Phobos is now compiled with -preview=dip1000
Meta
jared771 at gmail.com
Fri May 17 21:57:51 UTC 2019
On Friday, 17 May 2019 at 20:59:43 UTC, Mike Franklin wrote:
> On Friday, 17 May 2019 at 17:03:51 UTC, Meta wrote:
>
>> If you look at `main` above, `rawData` has the same lifetime
>> as the `dataRange` struct returned from `makeDataRange` and
>> the queue returned from `copyToQueue`. True, there is some
>> traditionally unsafe stuff happening in between; however, I
>> thought that the point of adding all these annotations is to
>> tell the compiler how the lifetimes of these objects propagate
>> up and down the call stack, so that it can check that there
>> will be no memory corruption. I'm not doing anything here that
>> will result in a pointer to an expired stack frame, or
>> otherwise cause memory corruption or use after free, or
>> anything like that (*unless* I allow either `dataRange` or
>> `result` to escape from the main function - which dip1000
>> correctly disallows).
>
> I don't think it does because `Queue!(T).store` has infinite
> lifetime beyond that of even `main`, at least as far as the
> compiler is concerned.
I see what you're getting at. The compiler sees a slice type
(i.e., Data[]), knows that it's GC-backed and thus has infinite
lifetime, and concludes "the data you're trying to put in the
store has too long of a lifetime". That makes sense, but slices
don't necessarily have to be backed by the GC, so that seems like
a faulty heuristic to me and possibly a vector for bugs.

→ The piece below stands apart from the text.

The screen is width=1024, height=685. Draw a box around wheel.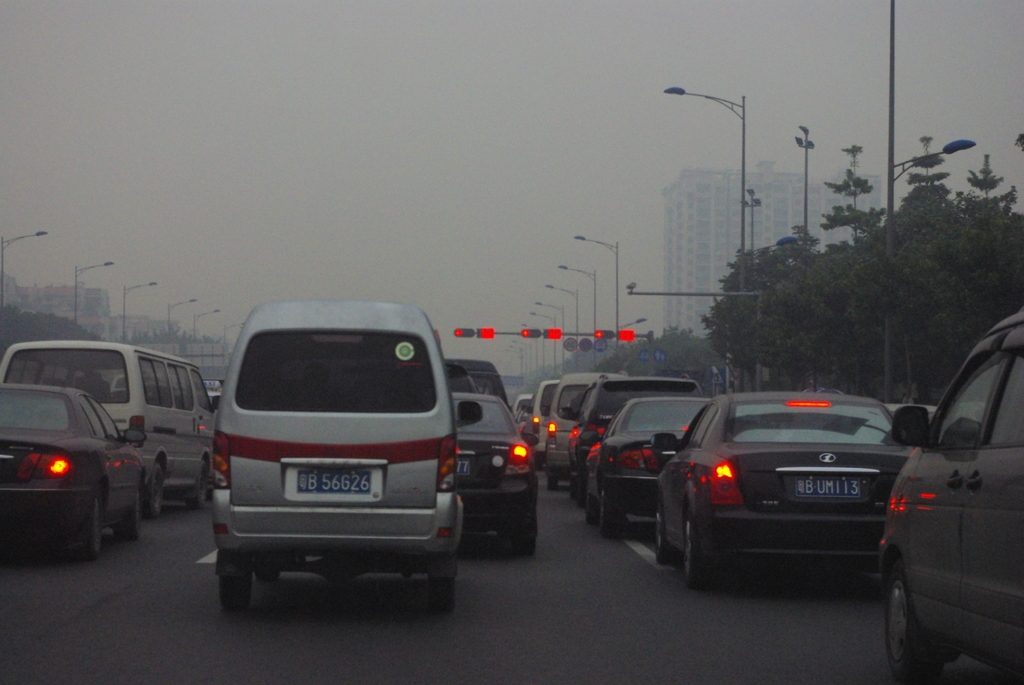
region(881, 559, 939, 684).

> The compiler doesn't have enough information to know that
> `store` is tied to the lifetime of `Queue!(T)` (a.k.a
> `rawData`) and maybe that's a missing language feature.
According to the DIP, "from a lifetime analysis viewpoint, a
struct is considered a juxtaposition of its direct members." Who
knows if that's still the case, because Walter has considerably
changed how it works but has not documented those changes (IIRC,
I may be wrong on that). That probably means that a Queue!T has
an infinite lifetime, assuming that the compiler sees its T[]
member as having an infinite lifetime.
> Maybe we should be allowed to declare aggregate fields as
> `scope` to convey that, but the compiler currently disallows it.
That might be nice but would also probably cause a dramatic
increase in complexity. I haven't thought through the possible
ramifications of making a change like that.